Recent Blog Posts
-
Death by a Thousand Cuts
Nov 20 200912:35 pm EDT -
Oprah, Exit; Exit, Oprah
Nov 20 20097:20 am EDT -
Vivendi Could Complicate Comcast's NBC Universal Bid
Nov 19 20094:08 pm EDT -
Project Everest Brings Avalanche of Layoffs to AOL
Nov 19 200910:58 am EDT -
'Reader's Digest' May Be Moving to Manhattan
Nov 19 20098:03 am EDT -
100 Layoffs Coming to 'BusinessWeek'
Nov 18 20098:43 am EDT -
'BusinessWeek' Names Josh Tyrangiel Editor in Chief
Nov 17 200911:56 am EDT -
The End of the Affair
Nov 17 200911:23 am EDT -
Window Media Closes 'Washington Blade' and Other Gay and Lesbian Publications
Nov 16 20091:53 pm EDT -
Less Than Half of 'Regular Internet Users' Willing to Pay for Content
Nov 16 200911:52 am EDT
Links
-

- Jim Romenesko, Poynter Institute

- Michael Calderone, Politico

- Jeff Bercovici, AOL Daily Finance

- The New York Observer Media Vertical

- Press Box, Slate's Jack Shafer

- Memo Pad, Women's Wear Daily

- Don't Quote Me, The Boston Phoenix's Adam Reilly

- Media Decoder, The New York Times

- Media Memo, All Things Digital's Peter Kafka

- The Media Guy, Ad Age's Simon Dumenco

- L.A. Observed

- Fine on Media, BusinessWeek

- Deadline Hollywood Daily

- Tuned In, Time Magazine

- TV Tattle

- TV by the Numbers

- Gawker

- The Huffington Post Media Vertical

- Editor and Publisher

- PaidContent

Dominick Dunne, Crime Reporter With a Novelist's Eye, Is Dead at 83
Dominick Dunne, Vanity Fair's longtime chronicler of celebrity crime, has died. He was 83 and had been suffering from bladder cancer.
Dunne, who started his career as a film and television producer, became a journalist in 1984 by covering the murder trial of his own daughter, Dominique. Dunne's speciality was the intersection of wealth and crime: He covered the trials of the Menendez brothers, William Kennedy Smith, Phil Spector, and most famously O.J. Simpson.
Last year, the New York Times caught up with Dunne as he covered Simpson's Las Vegas, Nevada, trial for armed robbery and kidnapping. “An O. J. case is the perfect capper because he’s been such a part of my life for 13 years,” Dunne told the Times' Steve Friess. "I had a literary following before, but because of O. J. I became a name and a public person, which I love…. I think it would be a fitting way to end."
The writer parlayed that public persona into a television-hosting gig on Court TV (now know as TruTV) with the series Power, Privilege, and Justice, a title that perfectly summed up his journalistic area of expertise.
Matt Haber is the media blogger for Portfolio.com.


Set down the entries again word for word, without any of the images.

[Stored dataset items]
────

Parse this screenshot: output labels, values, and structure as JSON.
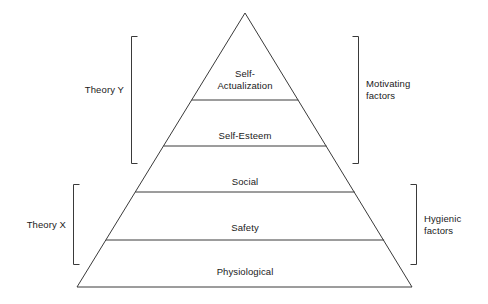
{
  "diagram": {
    "type": "pyramid-hierarchy",
    "stroke_color": "#3a3a3a",
    "text_color": "#1a1a1a",
    "background_color": "#ffffff",
    "tiers": [
      {
        "label": "Self-\nActualization",
        "order": 5
      },
      {
        "label": "Self-Esteem",
        "order": 4
      },
      {
        "label": "Social",
        "order": 3
      },
      {
        "label": "Safety",
        "order": 2
      },
      {
        "label": "Physiological",
        "order": 1
      }
    ],
    "left_brackets": [
      {
        "label": "Theory Y",
        "covers": [
          "Self-Actualization",
          "Self-Esteem"
        ]
      },
      {
        "label": "Theory X",
        "covers": [
          "Social",
          "Safety",
          "Physiological"
        ]
      }
    ],
    "right_brackets": [
      {
        "label": "Motivating\nfactors",
        "covers": [
          "Self-Actualization",
          "Self-Esteem"
        ]
      },
      {
        "label": "Hygienic\nfactors",
        "covers": [
          "Social",
          "Safety",
          "Physiological"
        ]
      }
    ]
  }
}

────

◆ WRITTEN RESPONSE
Parse this screenshot: output labels, values, and structure as JSON.
{
  "diagram": {
    "type": "pyramid-hierarchy",
    "stroke_color": "#3a3a3a",
    "text_color": "#1a1a1a",
    "background_color": "#ffffff",
    "tiers": [
      {
        "label": "Self-\nActualization",
        "order": 5
      },
      {
        "label": "Self-Esteem",
        "order": 4
      },
      {
        "label": "Social",
        "order": 3
      },
      {
        "label": "Safety",
        "order": 2
      },
      {
        "label": "Physiological",
        "order": 1
      }
    ],
    "left_brackets": [
      {
        "label": "Theory Y",
        "covers": [
          "Self-Actualization",
          "Self-Esteem"
        ]
      },
      {
        "label": "Theory X",
        "covers": [
          "Social",
          "Safety",
          "Physiological"
        ]
      }
    ],
    "right_brackets": [
      {
        "label": "Motivating\nfactors",
        "covers": [
          "Self-Actualization",
          "Self-Esteem"
        ]
      },
      {
        "label": "Hygienic\nfactors",
        "covers": [
          "Social",
          "Safety",
          "Physiological"
        ]
      }
    ]
  }
}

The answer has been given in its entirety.